Another side note: we've returned the digital camera we were borrowing from our awesome photographer friend, Jason, and are back to using cheap Kodak ISO 800 film, which we buy at a flee market, as in our first post. You may also notice the drugstore did something funny with our scans, creating unintentional diptychs. Yeah coincidence, we love them anyway.

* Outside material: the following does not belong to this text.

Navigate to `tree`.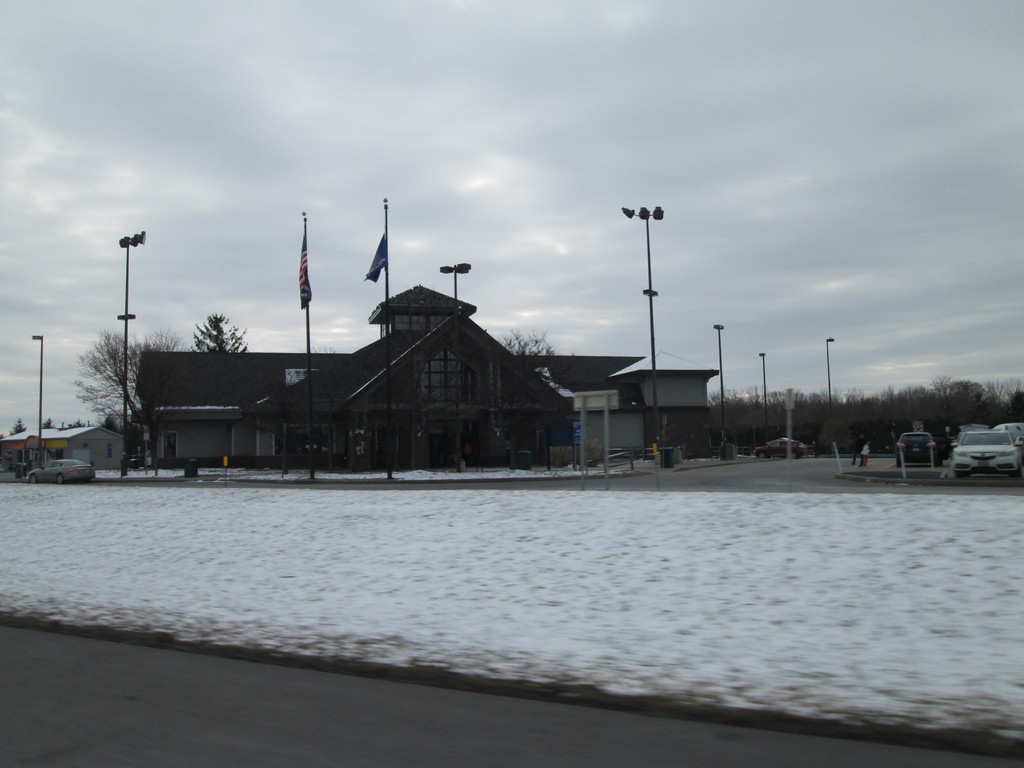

Recipe: Cabbage wrapped pork handrolls
1 cabbage, deleafed and cut to scoops the size of your palm
Filling:
1/2 lb ground pork
3 tbsp oil
1/2 C shallots, chopped
2 cloves garlic, minced
1 tbsp tamarind dissolved in 1/4C water (or substitute soy sauce in water)
2 tbsp fish sauce
1 tbsp ginger, minced
2 tbsp brown sugar
2 tbsp unsalted roasted peanuts, chopped
1 tsp salt, or a healthy pinch
Garnish:
1 stalk lemongrass, trimmed and minced
2 tbsp ginger, finely grated
1 bunch green onions, finely sliced
1/2 bunch cilantro/coriander, finely chopped
For the pork filling, add oil and heat a wok or large pan to med-high. Saute the shallots and garlic just until they start to brown, then add ground pork and continue to stri-fry until all of the meat is browned. Now, add liquids, brown sugar, salt and ginger and simmer until the sauce thickens, which should take 4 to 6 minutes (turn down the heat if it starts to smoke at any point, you don't want to burn the sugars!).
For the rolls, take your palm sized cabbage leaf in your left hand and spoon in an overflowing tablespoon of the pork filling, then sprinkle with lemongrass, fresh grated ginger, green onion slices and cilantro garnish.
Now shovel them down your gullet. Mmm, they're so amazingly good. They are the word ZING in a bite.